As far as trees go, how many decades can you increase tree biomass continuously 1.5% year on year? Where does the extra land to do this come from? How do we build new land that can effectively grow new trees? It's fine, as far as it goes, but we'll run out of trees to plant long before we run out of fossil fuels to burn.
Phytoplankton stimulation is a lot better, in that we can do it year on year. Indeed, it can, optimistically, remove around a billion tons of CO2 per year from the atmosphere, with advancements in technique and extremely widespread use, for a relatively low cost.
Humans emit roughly 40 billion tons of CO2 per year into the atmosphere, though. Year on year, we add roughly a billion tons of CO2 emissions to our annual emission rate.
We can go into even more exotic methods if you like. But if governments are unable to implement a tax on carbon that accounts for its externalities, why do you think governments would be willing to pony up even more money to sequester those externalities after the fact?
This xkcd comic is based in poor data, probably. Rats and domestic mice don't appear on it. Cats and dogs should appear also (and be in a big group). I would take it with a pinch of salt.
Phytoplankton stimulation is a lot better, in that we can do it year on year. Indeed, it can, optimistically, remove around a billion tons of CO2 per year from the atmosphere, with advancements in technique and extremely widespread use, for a relatively low cost.
Humans emit roughly 40 billion tons of CO2 per year into the atmosphere, though. Year on year, we add roughly a billion tons of CO2 emissions to our annual emission rate.
We can go into even more exotic methods if you like. But if governments are unable to implement a tax on carbon that accounts for its externalities, why do you think governments would be willing to pony up even more money to sequester those externalities after the fact?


Assignment
Go through the data line by line. Copy each one holding the string "image".

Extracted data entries
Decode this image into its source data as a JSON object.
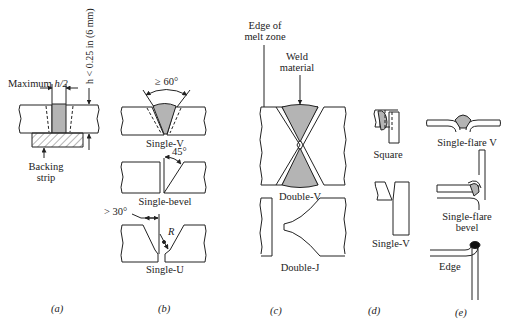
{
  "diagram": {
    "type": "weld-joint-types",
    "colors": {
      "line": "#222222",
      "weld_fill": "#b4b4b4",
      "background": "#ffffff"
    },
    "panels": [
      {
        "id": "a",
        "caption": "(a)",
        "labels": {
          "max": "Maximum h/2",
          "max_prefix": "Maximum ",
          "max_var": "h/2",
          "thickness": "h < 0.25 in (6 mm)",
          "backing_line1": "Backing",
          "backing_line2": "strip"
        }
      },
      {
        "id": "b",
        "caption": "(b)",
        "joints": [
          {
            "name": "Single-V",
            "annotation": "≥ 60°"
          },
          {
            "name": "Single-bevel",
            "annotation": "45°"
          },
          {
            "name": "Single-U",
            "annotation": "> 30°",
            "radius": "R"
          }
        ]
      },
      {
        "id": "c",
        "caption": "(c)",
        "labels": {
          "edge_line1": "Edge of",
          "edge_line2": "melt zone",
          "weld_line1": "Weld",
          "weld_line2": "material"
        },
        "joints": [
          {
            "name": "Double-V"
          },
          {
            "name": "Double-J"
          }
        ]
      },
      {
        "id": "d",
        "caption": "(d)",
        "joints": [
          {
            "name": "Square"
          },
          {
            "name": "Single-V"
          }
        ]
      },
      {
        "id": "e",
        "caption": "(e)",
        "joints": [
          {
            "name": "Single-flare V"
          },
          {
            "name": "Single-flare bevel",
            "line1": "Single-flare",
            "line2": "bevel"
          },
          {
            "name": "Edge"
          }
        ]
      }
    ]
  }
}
==
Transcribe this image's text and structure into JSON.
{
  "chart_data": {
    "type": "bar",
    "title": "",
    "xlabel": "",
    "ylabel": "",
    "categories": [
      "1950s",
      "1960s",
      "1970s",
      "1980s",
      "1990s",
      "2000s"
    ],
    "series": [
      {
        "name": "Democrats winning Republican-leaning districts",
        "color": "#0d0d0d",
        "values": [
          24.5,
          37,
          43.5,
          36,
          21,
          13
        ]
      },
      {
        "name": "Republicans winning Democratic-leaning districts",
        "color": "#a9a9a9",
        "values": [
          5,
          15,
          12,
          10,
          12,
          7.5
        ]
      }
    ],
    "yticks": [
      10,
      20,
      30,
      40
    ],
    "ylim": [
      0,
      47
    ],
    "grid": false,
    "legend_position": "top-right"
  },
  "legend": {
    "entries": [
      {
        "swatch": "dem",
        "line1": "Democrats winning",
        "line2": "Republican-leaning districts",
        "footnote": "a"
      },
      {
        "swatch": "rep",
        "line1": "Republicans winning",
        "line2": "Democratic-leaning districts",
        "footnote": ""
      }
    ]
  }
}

Result below
Decode this image into its source data as a JSON object.
Transcribe this image's text and structure into JSON.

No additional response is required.